Add a second MCP server
Repeat the steps above. Tool calls in the client now appear prefixed by their respective server names — no collisions.
See what changed and when
coffer audit list --kind mcp_server --name filesystemChange how long logs are kept
coffer retention list
coffer retention set mcp_invocations --days 7
coffer retention set audit_log --foreverUpdate a credential
coffer credentials set github-token "<new value>"(No need to update the server config — it already references the credential by ref.)
Troubleshooting
| Symptom | Most likely cause | Fix |
|---|---|---|
Cannot connect to coffer daemon from the client | Daemon not running | coffer daemon start |
command not found: coffer-mcp-shim | PATH not updated | Use the absolute path to the binary, or add its directory to your PATH. |
| Server registered but capabilities empty | Upstream failed to initialize | ~/.coffer/logs/upstream-<name>.log has stderr from the upstream. |
CREDENTIAL_LOCKED error | OS keychain is locked | Unlock the keychain (macOS: log in to GUI; Linux: unlock GNOME-keyring / KWallet). |
| Disabled tool still appears in client | Client cached the tool list | Restart the client, or look for a "reload MCP servers" option. |
no free port in 8000-8009 range | Ten ports busy | Kill the other process and restart coffer daemon. |
Where things live
~/.coffer/
├── coffer.db # SQLite — the rebuildable INDEX over the file trees
├── coffer.db-wal # WAL
├── coffer.db-shm # WAL shared memory
├── knowledge/ # system of record: KB markdown trees
├── memory/ # system of record: memory markdown trees
├── skills/ # system of record: managed skill folders
├── master.key # Fernet key that decrypts the credential ciphertext
├── daemon.json # daemon discovery: pid + port + token (mode 0600)
├── logs/
│ ├── daemon.log # structured JSON, one line per event
│ └── upstream-<name>.log
├── backups/ # produced by `coffer backup`
└── upstream-pids/ # for orphan-subprocess cleanupBackup & restore
The markdown trees (knowledge/, memory/, skills/) are the system of record; coffer.db is a rebuildable index over them.

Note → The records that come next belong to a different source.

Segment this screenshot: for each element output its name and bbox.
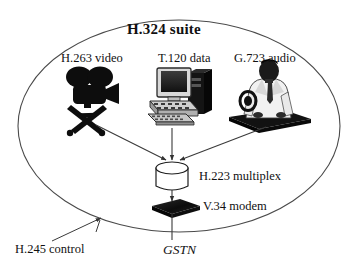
cylinder-icon (156, 162, 188, 190)
node-label-multiplex: H.223 multiplex (199, 170, 281, 183)
page-title: H.324 suite (127, 22, 201, 37)
h245-control-arrow (52, 218, 101, 241)
node-label-video: H.263 video (61, 52, 123, 65)
node-label-audio: G.723 audio (234, 52, 296, 65)
annotation-label-gstn: GSTN (163, 243, 196, 257)
node-label-modem: V.34 modem (203, 200, 267, 213)
node-label-data: T.120 data (158, 52, 211, 65)
diagram-canvas: H.324 suite H.263 video T.120 data G.723… (0, 0, 358, 268)
h245-control-arrow-tick (96, 220, 100, 232)
annotation-label-control: H.245 control (15, 243, 84, 256)
h324-architecture-diagram (0, 0, 358, 268)
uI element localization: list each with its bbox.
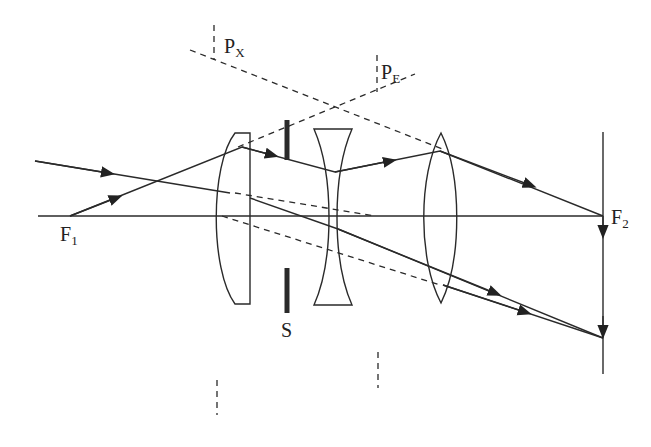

coffer backup <dest.tar.gz> is the full vault backup: it bundles coffer.db and every file tree (knowledge/, memory/, skills/) into a single .tar.gz snapshot under backups/. coffer restore <src.tar.gz> verifies the archive and re-places the db + trees into ~/.coffer/, so a fresh machine comes back to life. The restored coffer.db is already a consistent index; pass coffer restore <src.tar.gz> --reindex to rebuild it from the trees anyway. The same snapshot is also available via HTTP: POST /api/v1/vault/backup (no body) triggers a backup and returns { "path": "...", "size_bytes": ... }.

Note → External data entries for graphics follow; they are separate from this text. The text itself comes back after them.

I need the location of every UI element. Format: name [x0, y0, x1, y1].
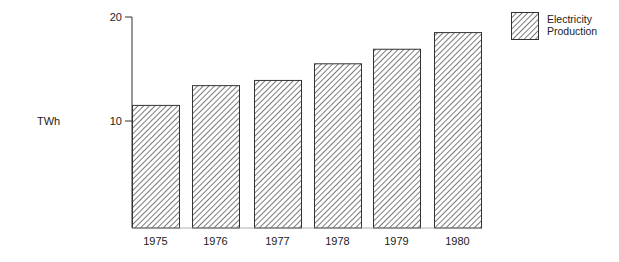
bars-group [133, 33, 482, 228]
y-tick-label: 10 [110, 115, 122, 127]
x-tick-label: 1976 [203, 235, 227, 247]
x-tick-label: 1979 [384, 235, 408, 247]
x-tick-label: 1978 [325, 235, 349, 247]
legend-label-line2: Production [547, 25, 597, 37]
y-ticks: 1020 [110, 11, 132, 127]
bar-1979 [374, 49, 421, 228]
x-tick-label: 1980 [445, 235, 469, 247]
legend-label: Electricity Production [547, 13, 597, 37]
bar-1978 [315, 64, 362, 228]
y-tick-label: 20 [110, 11, 122, 23]
bar-1977 [255, 80, 302, 228]
legend-label-line1: Electricity [547, 13, 597, 25]
x-tick-label: 1977 [265, 235, 289, 247]
bar-1980 [435, 33, 482, 228]
bar-1975 [133, 105, 180, 228]
legend: Electricity Production [511, 12, 597, 40]
x-tick-labels: 197519761977197819791980 [143, 235, 469, 247]
legend-swatch-icon [511, 12, 539, 40]
x-tick-label: 1975 [143, 235, 167, 247]
bar-1976 [193, 86, 240, 228]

Master-key policy. coffer backup EXCLUDES master.key by default, so the backup is safe to copy off-machine — bundling the Fernet key next to the ciphertext it unlocks would defeat the encryption. A restored vault works for everything except reading previously-stored credentials; re-place master.key at ~/.coffer/master.key or re-enter the secrets with coffer credentials set. Pass coffer backup <dest> --include-master-key to bundle the key (after a printed warning) — only into storage you trust as much as the live key.